Obviously there is no question of whether “Western-type” democracy is or is not applicable in China. This farce was arranged by the CP as its programme tor the composition of the new state. It has need of diverse elements around the banner of national revolution. It is not able to rule unilaterally as yet nor does it dare establish popular arenas of discussion with power of election. Problems of political and economic reconstruction enforce alliances with diverse classes at this time in the absence of a great people‘s upsurge. But all these classes are given their status by the party which thereby retains the power to move against them when it becomes expedient.

For the CP the major problem of consolidation is how to create a new national ruling; class around the party as a core by recruiting elements from many sections of the population, especially the young intellectuals. Over a country as huge and varied as China, this is a matter for many years. In Russia, which was economically more advanced, the Stalinist consolidation took about ten years. That is why the theoretical leader of the CP, Liu Shao-chi, stated; “we deem it inappropriate [he is referring to the insertion of the goal of ‘socialism’ in the programme] because the taking of considerable socialist steps in China is a thing of the rather far future.”

However, the main thing is the retention of state power in the hands of the party.

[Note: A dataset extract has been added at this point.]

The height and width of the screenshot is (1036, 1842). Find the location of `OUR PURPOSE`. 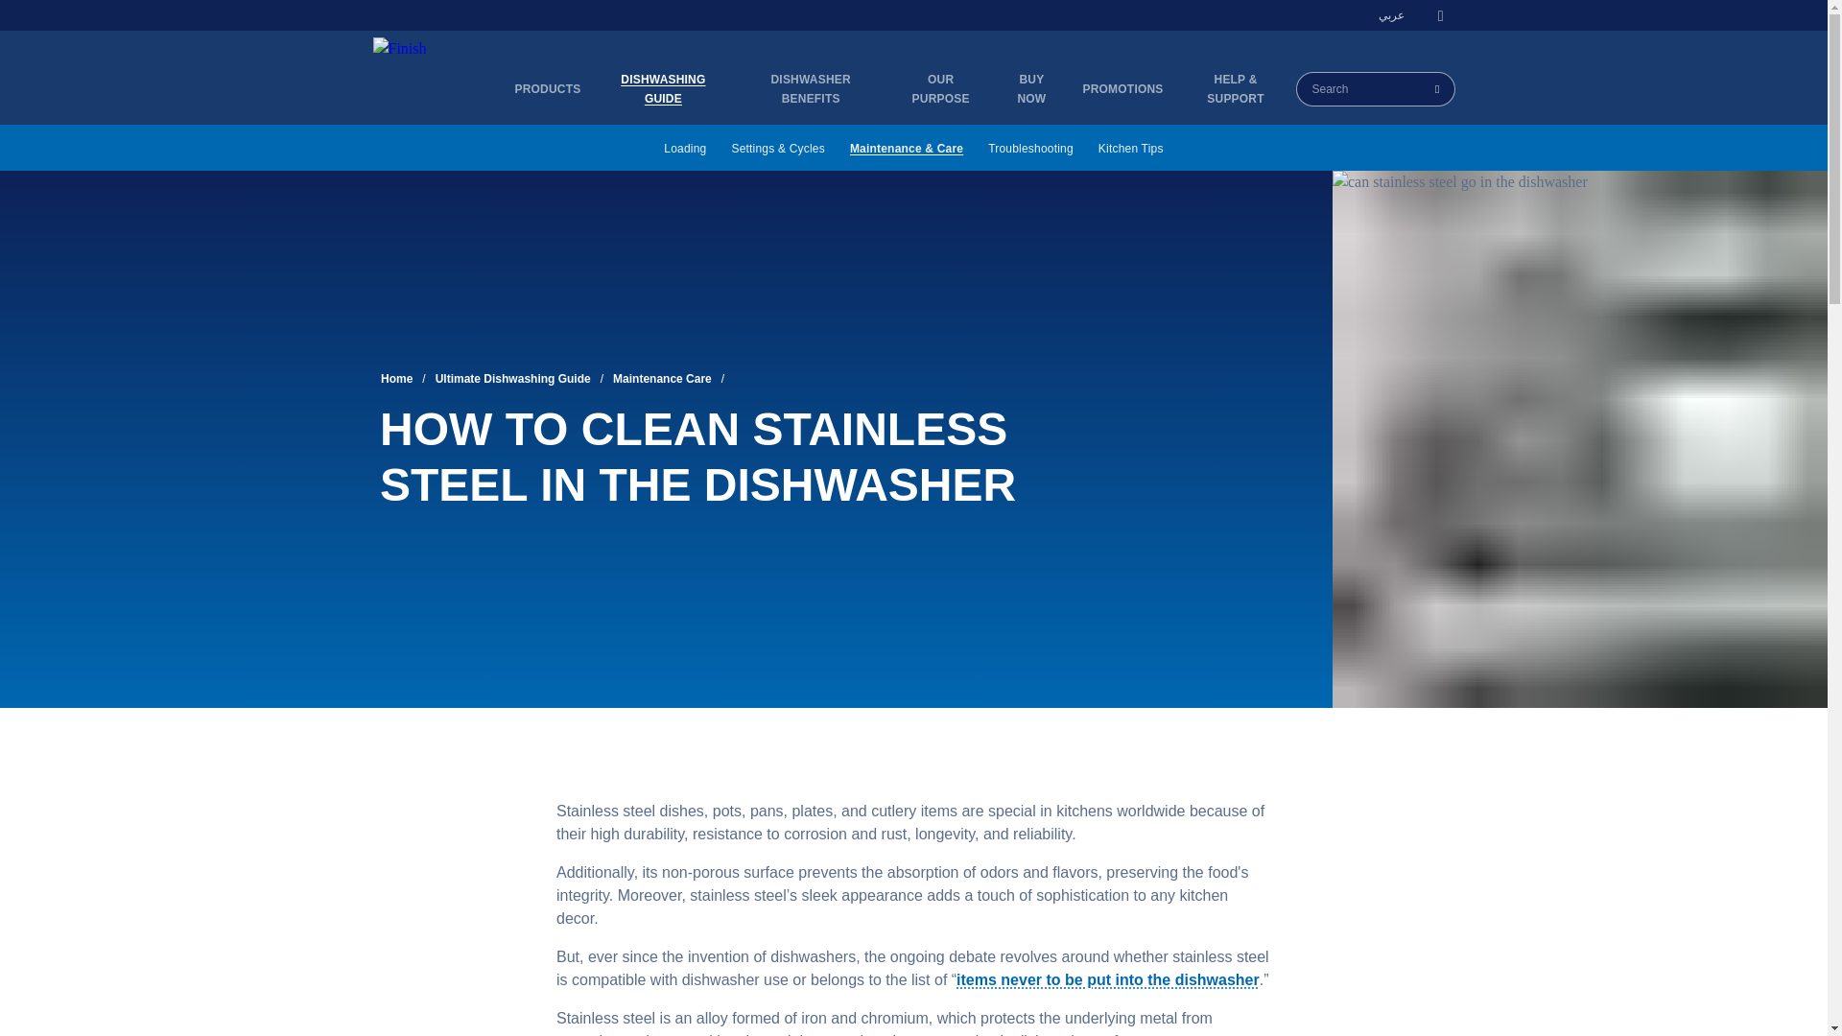

OUR PURPOSE is located at coordinates (940, 89).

Under this aegis the goal will be pursued as rapidly as it can be.

The PCC, far from being a democratically determined congress empowered to establish a new government, has more of the characteristics of a fabricated junto.

It should be noted that one of the chief accusations against Chiang Kai-shek was his claim for the monolithic rule of the Kuomintang during “a period of tutelage.” The CP government, in effect, does the same but in the name of “national democracy”; it can do this because of the enormous power it has developed in its bureaucratic revolution. Its state is a bureaucratic centralised authoritarianism based on the emergent class of bureaucrats which for the moment has side alliances with selected non-representative leaders of the peasantry, small landlords and petty bourgeoisie.

It may be objected that this is much too definitive a characterisation for what exists in China today. Surely this state and the Russian state are not identical? It is, of course, true that the Chinese Stalinists have not yet consolidated their power and this may take some years. Nor have they organised the economy to the degree that holds even in East Europe.

But these are differences of degree only. With the political power they have captured, the direction of the state is unmistakable. That there will be many obstacles goes without saying. But the entire energy of the state will he bent toward the consolidation of the new class and the extension of its power over ever larger areas of life. That is why it is entirely proper to designate this state as being of the same order as all other Stalinist states.